So what’s not to like? My top four starts with where the standard targeting approach breaks down:

  1. There are some universal floor targets, with interesting inclusions and exclusions amongst the list of ‘zero goals’–a subject of some contention towards the end of the drafting process. The panel dropped some zero targets that had strong backing: universal health care (which makes the odd appearance in the text but is nowhere to be seen in the goals), ending easily preventable maternal mortality, and ending malnutrition.  It would be interesting to know what happened there. But zero $1.25 global poverty by 2030 is in, and it is by no means alone.  The panel also proposes universal access to water, transport, energy and ICT, an end to open-field defecation, universal access to modern energy services, the zero gender targets around violence, discrimination, child marriage and legal rights, zero preventable infant and under-five deaths, no violence against children, universal access to sexual and reproductive health, zero hunger, universal legal identity, freedom of speech, and access to government data.

    Many of the zero targets are proposed without much if anything in the way of backing that they are plausible and how they might be met.  That’s particularly stark in the case of the gender goal, for all of its strengths –perhaps because it confuses rights and goals.  Stephen Pinker’s wonderful book The Better Angels of Our Nature charts the decline of violence across the centuries.  But I think he’d be dumbfounded to hear that by 2030 it is plausible to imagine there will be no violence against children or women anywhere in the world.  There shouldn’t be any violence in 2030 but there is no plausible discussion in the report about how that would happen.  The report suggests “Every year, one billion women are subject to sexual or physical violence because they lack equal protection under the law.”  There is, surely, more to that terrible statistic than equal protection.  There are also strong reasons to think the child health goal is over-ambitious for Africa, and a real fear more broadly that zero goals set that region in particular up for failure much as the original MDGs did.

  1. The global partnership goal has some interesting language on illicit financial flows and tax avoidance (G-8 agenda, anyone?).  It commits the world to a maximum of 2 degrees centigrade warming.  There’s some milksop language on aid flows.  But where’s migration beyond a weak paragraph linked to no target? The report suggests “in the future neither income nor gender, nor ethnicity, nor disability, nor geography, will determine whether people live or die, whether a mother can give birth safely, or whether her child has a fair chance in life.”  And then it says nothing about geography.  The biggest determinant at any one time of how likely a kid is to die before the age of five (or complete a useful course of education, or get a well-paying job) is which country she is born in.  And yet nothing on that.  Where’s global institutional reform? Anything on intellectual property rights, meaningful commitments on trade? Anything on global health issues from antibiotic resistance to vaccine development?  Something on rich countries coughing up a lot of cash to combat global climate change?  Even the language on biodiversity and fisheries is if anything a step back from what the international community already agreed to at the Nagoya Conference.   It shouldn’t come as a surprise that the ambition is dramatically reduced when it comes to actually suggesting what anyone might do to help meet the very ambitious zero targets that have come before, but it does further reduce the credibility of the zero targets themselves.

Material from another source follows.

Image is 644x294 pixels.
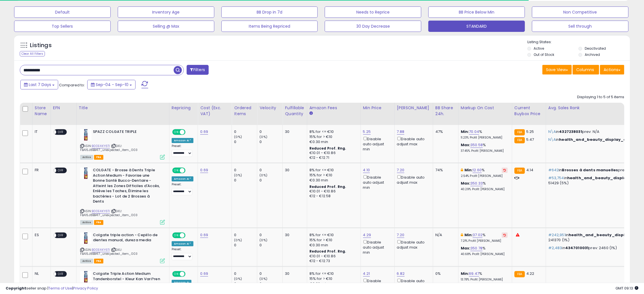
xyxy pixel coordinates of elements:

  1. Many of the proposed targets in Annex I come with a little superscript ‘3’ attached.  That means, apparently, ‘targets require further technical work to find appropriate indicators.’  The panel promotes a “new data revolution” to help fill the gap.  But in some cases that might understate the problem, somewhat.  Imagine you are trying to develop an indicator that will pass a consensus gathering of the UN General Assembly covering “an enabling business environment,” “freedom of speech, association, peaceful protest and access to independent media,”  “civic engagement,”  “bribery and corruption,” an independent judiciary, organized crime, accountability of the security forces, or indeed, “all forms of violence against girls and women.” I’m glad the panel kept these issues in –it is too early to drop potential targets on the grounds of political or measurement feasibility, and it is impressive the panel itself agreed on them.  But it suggests that the actual plausible list of targets proposed by the HLP is considerably shorter than the long list presented –and some goals may end up looking pretty threadbare as a result of inevitable winnowing.

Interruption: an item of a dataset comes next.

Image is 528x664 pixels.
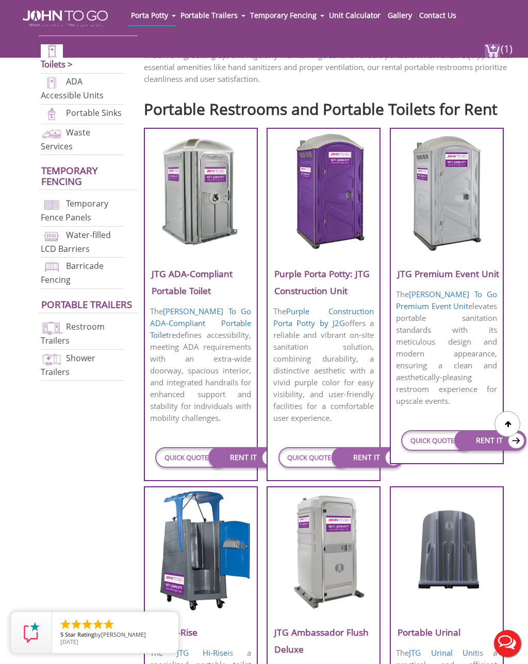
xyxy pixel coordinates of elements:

  1. And, (unfairly) treating the report as a work of literature, the short, sharp Annex I contains nearly all of the meat while the main text is frankly a drag.  Its role to the report’s reception is vitally important: largely an exercise in saying ‘yes we thought about your concern and framework, too.’  But that means we learn a lot about “The Panel’s Journey” and the process of its enlightenment through engagement with a multitude of stakeholders, listening to their dreams and aspirations.   From which the panel learned that “this is a world of challenges, but these challenges can also present opportunities.”  (And for those playing development cliché bingo “transformative” is used 22 times in the report, and “partnership” 84 times …) Annex II looks to be a better read, although at points (gender equality) you wonder if the panel was too engaged in their work over the past couple of weeks to follow the latest public discussion of the difference between correlation and causation, at other points (education) you might be tempted to curse the very name of Mincer and just once in a while you get twinges about all of the faith in cost-benefit analyses.

Gripes aside (and what follows really isn’t a gripe), there aren’t many huge surprises in the report.  People who have been following the post-2015 discussion will find that a lot of ‘emerging consensus’ about what the next round of goals should look like has just become even more consensus-y.  (Think: 2030 timing, most of the goal areas and targets, incorporating sustainable development, going beyond extreme deprivation).  And most of the bits that were probably going to look weak do indeed look weak (language around global partnership), but could be far worse.  And, again, that all happened with a group that is considerably closer to an inter-governmental negotiation than anything that has come before discussing post-2015.  Achieving that much counts as real, hopeful progress.

Disclaimer

CGD blog posts reflect the views of the authors, drawing on prior research and experience in their areas of expertise. CGD is a nonpartisan, independent organization and does not take institutional positions.